Having made significant contributions to her savings and paid off two small credit cards in 2024 (an impressive feat given her husband was forced to take a pay cut early in the year), Thompson is embarking on another no-buy this year, with slightly more lax rules.

“It’s more of a low spend,” Thompson says, “but the language of no-buy just helps us stick to it better.”

‘The best thing has been the mental clarity’

For Liz Sunshine, a Melbourne-based photographer, the idea for a no-buy year has been percolating for some time. Having worked in the fashion industry since 2009, she’s seen first-hand how social media and fast fashion have driven consumption to its peak.

In 2022, she took a month off shopping, although she says she “bought clothes in the lead-up and made up for it the following month”. Then, in 2023, Sunshine limited her purchases to 27 items. Last year, she reduced this to 12 new items and unlimited secondhand before deciding to go all in on August 1.

Melbourne-based photographer Liz Sunshine is halfway through her year of not buying anything.

Melbourne-based photographer Liz Sunshine is halfway through her year of not buying anything.

The rules? Nothing wearable, including socks and underwear, no second-hand or vintage, and no clothing swaps. Sunshine allowed herself a modest list of approved purchases, including a rattan beret she’d commissioned from a milliner and any photography equipment that needed replacing.

Sunshine has been documenting her journey on social media and her eponymous Substack, where she’s been exploring her relationship with clothes for the past four years.

She says so far, the challenge has been easier than expected.

“The best thing has been the mental clarity. I’m looking at clothes from a new perspective and realigning many areas of my life in small ways. For example, I use social media less but more intentionally; I’m reading more and have started knitting again,” she says.

Like Boyd, Sunshine has used her shopping pause to take stock of her wardrobe but has taken a slightly less aggressive approach.

“My relationship with clothes is complicated, so my wardrobe has been a complicated space,” she says, explaining she has kept some clothes she doesn’t wear often or that don’t fit her.

“As a woman whose body always changes – with stress, lack of sleep and hormones – I decided it was logical to have clothes in two sizes. I don’t have ‘fat’ or ‘skinny’ jeans, I just have jeans, and I switch them back and forth depending on what feels best,” she says.

Now at the halfway point, Sunshine says she is focusing on addressing the “emotional” reasons behind her shopping, collecting inspiration for future outfits and looking at having clothes custom-made locally.

‘You can’t shop your way into personal style’

For many people, fashion is a way of projecting an image of who we are to the world.
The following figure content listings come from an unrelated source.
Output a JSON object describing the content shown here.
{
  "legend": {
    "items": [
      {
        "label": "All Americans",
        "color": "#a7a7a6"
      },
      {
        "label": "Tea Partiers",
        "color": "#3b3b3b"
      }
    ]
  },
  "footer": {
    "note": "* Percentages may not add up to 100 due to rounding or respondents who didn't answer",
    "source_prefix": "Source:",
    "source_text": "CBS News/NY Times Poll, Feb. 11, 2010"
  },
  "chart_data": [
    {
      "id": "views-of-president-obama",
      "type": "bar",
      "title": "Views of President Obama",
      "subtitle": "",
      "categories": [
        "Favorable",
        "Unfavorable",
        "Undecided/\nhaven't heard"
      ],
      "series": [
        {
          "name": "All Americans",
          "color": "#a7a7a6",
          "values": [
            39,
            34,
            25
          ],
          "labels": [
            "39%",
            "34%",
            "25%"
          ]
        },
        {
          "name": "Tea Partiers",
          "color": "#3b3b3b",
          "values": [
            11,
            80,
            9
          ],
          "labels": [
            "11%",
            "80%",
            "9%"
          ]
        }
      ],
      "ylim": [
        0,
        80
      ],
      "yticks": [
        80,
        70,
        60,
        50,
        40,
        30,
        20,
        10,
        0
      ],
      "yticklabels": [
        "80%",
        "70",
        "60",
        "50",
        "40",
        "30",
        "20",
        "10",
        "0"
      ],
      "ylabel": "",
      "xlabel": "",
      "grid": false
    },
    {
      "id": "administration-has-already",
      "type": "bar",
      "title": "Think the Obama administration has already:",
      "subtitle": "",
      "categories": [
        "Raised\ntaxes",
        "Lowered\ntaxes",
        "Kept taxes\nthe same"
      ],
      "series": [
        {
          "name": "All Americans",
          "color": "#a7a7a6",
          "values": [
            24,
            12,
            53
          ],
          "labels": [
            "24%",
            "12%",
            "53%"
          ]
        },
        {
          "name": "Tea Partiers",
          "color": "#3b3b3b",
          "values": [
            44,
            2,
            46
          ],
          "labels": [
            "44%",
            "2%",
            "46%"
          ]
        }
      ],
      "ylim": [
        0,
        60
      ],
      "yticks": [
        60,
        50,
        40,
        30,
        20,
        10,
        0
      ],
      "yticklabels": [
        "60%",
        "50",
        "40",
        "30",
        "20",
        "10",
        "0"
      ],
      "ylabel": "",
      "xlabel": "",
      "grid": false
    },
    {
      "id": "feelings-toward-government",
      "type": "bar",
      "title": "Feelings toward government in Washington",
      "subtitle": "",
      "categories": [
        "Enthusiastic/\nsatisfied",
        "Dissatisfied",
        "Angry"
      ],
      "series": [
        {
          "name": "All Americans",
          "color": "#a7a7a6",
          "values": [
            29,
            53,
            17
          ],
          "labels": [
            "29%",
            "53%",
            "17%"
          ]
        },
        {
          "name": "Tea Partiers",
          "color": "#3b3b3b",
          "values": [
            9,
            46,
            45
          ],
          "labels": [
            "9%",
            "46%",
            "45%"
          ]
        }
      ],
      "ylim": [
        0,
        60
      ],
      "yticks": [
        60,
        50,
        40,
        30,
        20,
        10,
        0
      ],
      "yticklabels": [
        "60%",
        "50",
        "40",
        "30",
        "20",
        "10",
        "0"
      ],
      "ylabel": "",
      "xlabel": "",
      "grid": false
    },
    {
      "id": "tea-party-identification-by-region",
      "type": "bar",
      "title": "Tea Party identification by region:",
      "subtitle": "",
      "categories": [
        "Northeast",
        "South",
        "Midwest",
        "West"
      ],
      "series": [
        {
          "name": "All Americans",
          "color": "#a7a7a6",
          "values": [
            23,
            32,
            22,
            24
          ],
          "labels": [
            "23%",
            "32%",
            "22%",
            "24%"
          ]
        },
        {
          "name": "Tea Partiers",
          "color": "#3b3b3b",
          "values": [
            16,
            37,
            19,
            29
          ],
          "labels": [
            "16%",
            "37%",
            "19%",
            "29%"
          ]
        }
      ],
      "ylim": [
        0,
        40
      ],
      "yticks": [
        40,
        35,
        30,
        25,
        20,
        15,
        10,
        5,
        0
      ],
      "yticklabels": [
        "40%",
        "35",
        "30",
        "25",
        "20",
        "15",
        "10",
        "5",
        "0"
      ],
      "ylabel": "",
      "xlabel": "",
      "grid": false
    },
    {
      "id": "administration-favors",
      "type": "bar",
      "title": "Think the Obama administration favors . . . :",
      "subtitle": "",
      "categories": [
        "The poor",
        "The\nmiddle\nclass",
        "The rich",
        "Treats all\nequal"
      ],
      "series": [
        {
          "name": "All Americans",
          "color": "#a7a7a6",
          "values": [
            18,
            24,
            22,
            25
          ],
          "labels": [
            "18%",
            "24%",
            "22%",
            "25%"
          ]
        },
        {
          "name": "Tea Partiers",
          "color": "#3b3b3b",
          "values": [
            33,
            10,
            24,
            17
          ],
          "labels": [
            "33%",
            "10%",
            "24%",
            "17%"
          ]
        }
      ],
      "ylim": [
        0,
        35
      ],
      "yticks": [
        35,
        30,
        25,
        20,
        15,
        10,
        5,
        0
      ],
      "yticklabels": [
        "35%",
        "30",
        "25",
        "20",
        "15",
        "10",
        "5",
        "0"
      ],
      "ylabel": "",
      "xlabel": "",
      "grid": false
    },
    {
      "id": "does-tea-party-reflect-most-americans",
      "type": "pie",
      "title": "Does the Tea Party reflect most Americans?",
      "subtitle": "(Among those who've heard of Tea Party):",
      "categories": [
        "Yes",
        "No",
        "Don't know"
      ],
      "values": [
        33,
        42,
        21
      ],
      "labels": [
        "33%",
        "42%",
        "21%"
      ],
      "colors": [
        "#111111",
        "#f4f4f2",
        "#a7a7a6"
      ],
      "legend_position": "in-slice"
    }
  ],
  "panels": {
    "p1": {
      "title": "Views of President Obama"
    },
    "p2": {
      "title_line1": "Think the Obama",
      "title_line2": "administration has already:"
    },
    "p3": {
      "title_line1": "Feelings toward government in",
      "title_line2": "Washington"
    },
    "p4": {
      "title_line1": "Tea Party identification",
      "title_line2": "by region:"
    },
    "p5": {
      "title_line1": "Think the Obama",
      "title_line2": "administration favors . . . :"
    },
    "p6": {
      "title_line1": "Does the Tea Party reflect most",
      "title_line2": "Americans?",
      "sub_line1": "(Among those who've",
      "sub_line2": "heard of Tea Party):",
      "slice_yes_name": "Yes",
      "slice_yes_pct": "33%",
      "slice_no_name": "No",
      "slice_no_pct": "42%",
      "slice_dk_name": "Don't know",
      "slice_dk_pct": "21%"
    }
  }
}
Shopping, then, is an exercise in crafting our future selves: how often have you bought a dress or belt in the belief it would finally be the piece to complete you?
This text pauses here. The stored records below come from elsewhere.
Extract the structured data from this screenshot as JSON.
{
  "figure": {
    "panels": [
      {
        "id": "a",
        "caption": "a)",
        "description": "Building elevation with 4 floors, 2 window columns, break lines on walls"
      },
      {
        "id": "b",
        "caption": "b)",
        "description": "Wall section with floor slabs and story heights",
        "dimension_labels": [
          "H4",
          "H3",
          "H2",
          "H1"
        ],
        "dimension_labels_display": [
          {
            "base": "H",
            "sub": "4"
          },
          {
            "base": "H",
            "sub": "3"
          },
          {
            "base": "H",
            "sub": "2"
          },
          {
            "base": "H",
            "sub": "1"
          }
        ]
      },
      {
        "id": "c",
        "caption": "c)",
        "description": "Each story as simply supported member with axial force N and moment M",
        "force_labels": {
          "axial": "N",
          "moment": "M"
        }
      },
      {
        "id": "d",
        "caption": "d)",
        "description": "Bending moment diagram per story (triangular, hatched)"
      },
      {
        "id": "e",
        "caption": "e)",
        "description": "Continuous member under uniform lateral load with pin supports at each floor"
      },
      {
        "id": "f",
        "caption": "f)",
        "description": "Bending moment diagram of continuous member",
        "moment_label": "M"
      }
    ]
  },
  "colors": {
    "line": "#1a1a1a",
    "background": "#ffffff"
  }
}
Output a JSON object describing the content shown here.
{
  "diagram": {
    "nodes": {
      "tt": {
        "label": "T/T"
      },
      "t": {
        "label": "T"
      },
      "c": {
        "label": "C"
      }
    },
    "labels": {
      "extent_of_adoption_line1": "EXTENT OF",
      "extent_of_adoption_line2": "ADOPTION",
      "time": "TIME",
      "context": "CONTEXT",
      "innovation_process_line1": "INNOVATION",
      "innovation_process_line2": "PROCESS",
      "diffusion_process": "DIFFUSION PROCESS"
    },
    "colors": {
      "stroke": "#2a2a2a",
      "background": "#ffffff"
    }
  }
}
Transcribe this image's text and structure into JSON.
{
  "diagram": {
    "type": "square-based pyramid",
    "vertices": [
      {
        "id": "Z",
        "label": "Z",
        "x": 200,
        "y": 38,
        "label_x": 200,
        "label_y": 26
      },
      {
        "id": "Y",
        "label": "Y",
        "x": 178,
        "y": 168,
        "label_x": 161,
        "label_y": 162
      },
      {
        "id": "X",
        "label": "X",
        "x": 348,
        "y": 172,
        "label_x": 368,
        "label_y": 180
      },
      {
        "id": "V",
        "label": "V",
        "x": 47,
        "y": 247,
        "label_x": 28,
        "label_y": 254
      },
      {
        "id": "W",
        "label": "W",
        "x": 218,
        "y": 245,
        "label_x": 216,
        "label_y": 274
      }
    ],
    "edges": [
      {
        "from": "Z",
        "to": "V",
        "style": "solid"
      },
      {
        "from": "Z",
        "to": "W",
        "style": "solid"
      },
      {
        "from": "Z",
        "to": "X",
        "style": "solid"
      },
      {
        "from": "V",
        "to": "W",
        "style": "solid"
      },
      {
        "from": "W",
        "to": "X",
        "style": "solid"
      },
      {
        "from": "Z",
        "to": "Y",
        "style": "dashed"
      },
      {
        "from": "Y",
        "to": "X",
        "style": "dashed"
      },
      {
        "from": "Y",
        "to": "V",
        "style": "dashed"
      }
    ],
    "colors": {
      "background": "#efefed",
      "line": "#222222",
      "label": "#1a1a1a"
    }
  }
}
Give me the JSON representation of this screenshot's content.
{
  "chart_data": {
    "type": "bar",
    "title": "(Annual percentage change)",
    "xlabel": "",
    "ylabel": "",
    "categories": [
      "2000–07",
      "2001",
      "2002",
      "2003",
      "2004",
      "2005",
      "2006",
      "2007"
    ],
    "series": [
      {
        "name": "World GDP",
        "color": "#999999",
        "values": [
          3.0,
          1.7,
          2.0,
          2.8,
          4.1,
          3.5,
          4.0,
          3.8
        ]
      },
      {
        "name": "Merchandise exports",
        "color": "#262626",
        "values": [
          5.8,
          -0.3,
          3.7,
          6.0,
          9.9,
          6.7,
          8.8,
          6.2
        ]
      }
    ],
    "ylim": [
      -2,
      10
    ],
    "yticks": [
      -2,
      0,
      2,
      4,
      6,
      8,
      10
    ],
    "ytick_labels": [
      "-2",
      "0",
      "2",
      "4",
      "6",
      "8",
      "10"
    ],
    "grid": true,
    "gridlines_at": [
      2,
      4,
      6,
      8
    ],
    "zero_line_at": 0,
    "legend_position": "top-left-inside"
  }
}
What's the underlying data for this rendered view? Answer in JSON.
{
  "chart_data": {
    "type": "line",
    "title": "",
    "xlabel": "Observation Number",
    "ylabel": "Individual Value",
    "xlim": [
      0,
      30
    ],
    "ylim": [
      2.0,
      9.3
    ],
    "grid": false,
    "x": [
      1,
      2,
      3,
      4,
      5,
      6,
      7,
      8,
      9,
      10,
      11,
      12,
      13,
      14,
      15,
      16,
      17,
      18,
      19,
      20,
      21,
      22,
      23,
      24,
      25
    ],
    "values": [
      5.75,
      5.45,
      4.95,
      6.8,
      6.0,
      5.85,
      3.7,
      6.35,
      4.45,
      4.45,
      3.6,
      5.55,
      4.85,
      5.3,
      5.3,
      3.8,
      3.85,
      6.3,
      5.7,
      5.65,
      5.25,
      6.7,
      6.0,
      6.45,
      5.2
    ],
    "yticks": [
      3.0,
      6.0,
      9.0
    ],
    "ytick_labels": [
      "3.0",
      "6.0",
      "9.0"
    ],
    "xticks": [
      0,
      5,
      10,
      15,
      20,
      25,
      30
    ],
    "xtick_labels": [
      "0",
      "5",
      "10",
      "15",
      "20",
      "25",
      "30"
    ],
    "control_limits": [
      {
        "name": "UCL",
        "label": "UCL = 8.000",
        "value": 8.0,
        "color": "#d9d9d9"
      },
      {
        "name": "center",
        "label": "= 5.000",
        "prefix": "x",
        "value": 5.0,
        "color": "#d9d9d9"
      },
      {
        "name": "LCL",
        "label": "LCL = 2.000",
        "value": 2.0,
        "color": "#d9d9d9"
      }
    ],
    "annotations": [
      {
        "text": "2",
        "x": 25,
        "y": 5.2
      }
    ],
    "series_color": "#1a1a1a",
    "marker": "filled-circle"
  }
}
Unable to participate in this, Boyd often felt stuck.

“I felt really badly dressed and ugly a lot of the time, and it was very hard to not be able to solve that by just buying something …[but] what I realised is, no one cares about what you’re wearing as much as you do.”

This also allowed her to experiment with existing pieces and play with new ways of dressing.

While in the end, Boyd bought six clothing items last year, exceeding her goal by one, this is still a dramatic reduction from the 37 purchases she’d made the year before. She says doing the challenge has helped crystallise her sense of style and what she actually wants.

This year, she’s allocated herself 12 clothing purchases, most of which she’s already decided on from the data she gleaned from last year’s wardrobe audit.